The type is defined in an assembly that is not referenced, how to find the cause?

I know the error message is common and there are plenty of questions on SO about this error, but no solutions have helped me so far, so I decided to ask the question. Difference to most of similar questions is me using App_Code directory.

Error message:

CS0012: The type 'Project.Rights.OperationsProvider' is defined in an
assembly that is not referenced. You must add a reference to assembly
'Project.Rights, version=1.0.0.0, Culture=neutral, PublicKeyToken=null'.

Source File:

c:\inetpub\wwwroot\Test\Website\App_Code\Company\Project\BusinessLogic\Manager.cs

Following suggestions here and here, I have deleted all instances of Project.Rights.dll inside C:\Windows\Microsoft.NET/*.* According to this, I checked if .cs files in question have build action set to "Compile". They do. I have also double checked that the .cs file containing the "Project.Rights.OperationsProvider" type is deployed to App_Code directory.

For some reason, application is not looking for the type in the App_Code directory. Since I've deleted all instances of Project.Rights.dll (that I know of), I don't know which assembly the error message is mentioning.


Solution 1:

When you get this error it isn't always obvious what is going on, but as the error says - you are missing a reference. Take the following line of code as an example:

MyObjectType a = new MyObjectType("parameter");

It looks simple enough and you probably have referenced "MyObjectType" correctly. But lets say one of the overloads for the "MyObjectType" constructor takes a type that you don't have referenced. For example there is an overload defined as:

public MyObjectType(TypeFromOtherAssembly parameter) {
    // ... normal constructor code ...
}

That is at least one case where you will get this error. So, look for this type of pattern where you have referenced the type but not all the types of the properties or method parameters that are possible for functions being called on that type.

Hopefully this at least gets you going in the right direction!

Solution 2:

Check target framework in the projects.

In my case "You must add a reference to assembly" actually meant, that caller and reference projects didn't have the same target framework. The caller project had .Net 4.5 , but referenced library had target 4.6.1.

I am sure, that MS compiler can be smarter and log more meaningful error message. I've added a suggestion to https://github.com/dotnet/roslyn/issues/14756

Solution 3:

In my case this was because doing a NuGet package update had only updated references to a dll dependency in some but not all projects in my solution - resulting in conflicting versions. Using a grep-style tool to search text within *.csproj files in my solution it was then easy to see the projects that still needed to be updated.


* _What is needed_
Only the number is needed: how many lines in the entries below contain the string "bottom"?

**** Provided information ****

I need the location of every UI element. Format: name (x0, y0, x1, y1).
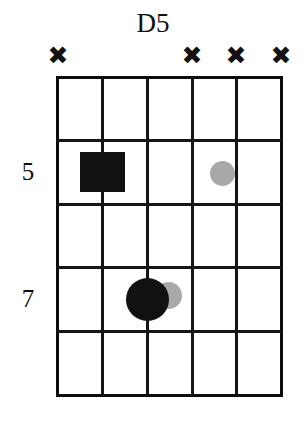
fret-number-7: 7 (8, 285, 48, 313)
fret-line-4 (56, 330, 282, 333)
fret-line-2 (56, 203, 282, 206)
string-line-5 (235, 76, 238, 397)
string-line-2 (101, 76, 104, 397)
string-marker-2 (87, 40, 117, 70)
fret-number-5: 5 (8, 158, 48, 186)
fret-line-3 (56, 266, 282, 269)
string-line-3 (146, 76, 149, 397)
finger-marker-optional-upper (210, 161, 235, 186)
string-line-6 (280, 76, 283, 397)
string-marker-5: ✖ (221, 40, 251, 70)
string-marker-row: ✖ ✖ ✖ ✖ (0, 40, 306, 70)
fret-line-1 (56, 139, 282, 142)
string-marker-6: ✖ (266, 40, 296, 70)
fret-line-bottom (56, 394, 282, 397)
fret-line-top (56, 76, 282, 79)
string-marker-4: ✖ (177, 40, 207, 70)
chord-name-title: D5 (0, 8, 306, 38)
finger-marker-root-square (80, 152, 125, 192)
string-line-4 (191, 76, 194, 397)
fretboard-grid (57, 76, 281, 397)
finger-marker-fifth (126, 278, 169, 321)
string-marker-1: ✖ (43, 40, 73, 70)
string-line-1 (56, 76, 59, 397)
chord-diagram: D5 ✖ ✖ ✖ ✖ 5 7 (0, 0, 306, 422)
string-marker-3 (132, 40, 162, 70)
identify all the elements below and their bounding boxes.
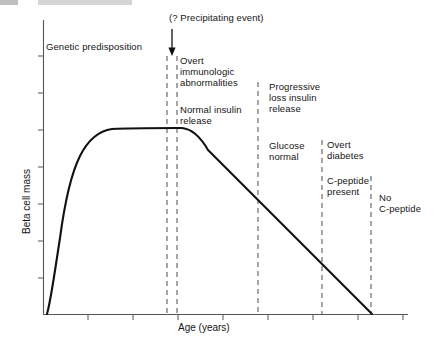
x-axis-title: Age (years) [178,322,230,333]
label-overt-diabetes: Overt diabetes [327,139,364,161]
y-axis-title: Beta cell mass [21,160,32,244]
label-progressive-loss-insulin-release: Progressive loss insulin release [269,81,320,114]
beta-cell-mass-curve [47,128,372,314]
label-normal-insulin-release: Normal insulin release [180,104,242,126]
beta-cell-mass-chart [0,0,441,349]
y-axis-ticks [38,56,44,278]
label-overt-immunologic-abnormalities: Overt immunologic abnormalities [180,55,238,88]
label-glucose-normal: Glucose normal [269,140,305,162]
label-c-peptide-present: C-peptide present [327,175,369,197]
label-precipitating-event: (? Precipitating event) [169,12,264,23]
label-genetic-predisposition: Genetic predisposition [46,41,142,52]
label-no-c-peptide: No C-peptide [379,192,421,214]
x-axis-ticks [88,315,403,321]
precipitating-event-arrow [168,29,175,56]
figure-container: (? Precipitating event) Genetic predispo… [0,0,441,349]
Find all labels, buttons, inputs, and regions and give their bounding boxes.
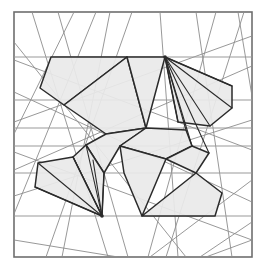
polygon-arrangement-figure — [0, 0, 269, 280]
apex-top-right — [163, 55, 167, 59]
figure-root — [0, 0, 269, 280]
apex-bottom-left — [100, 214, 104, 218]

****

* _Solution below_
2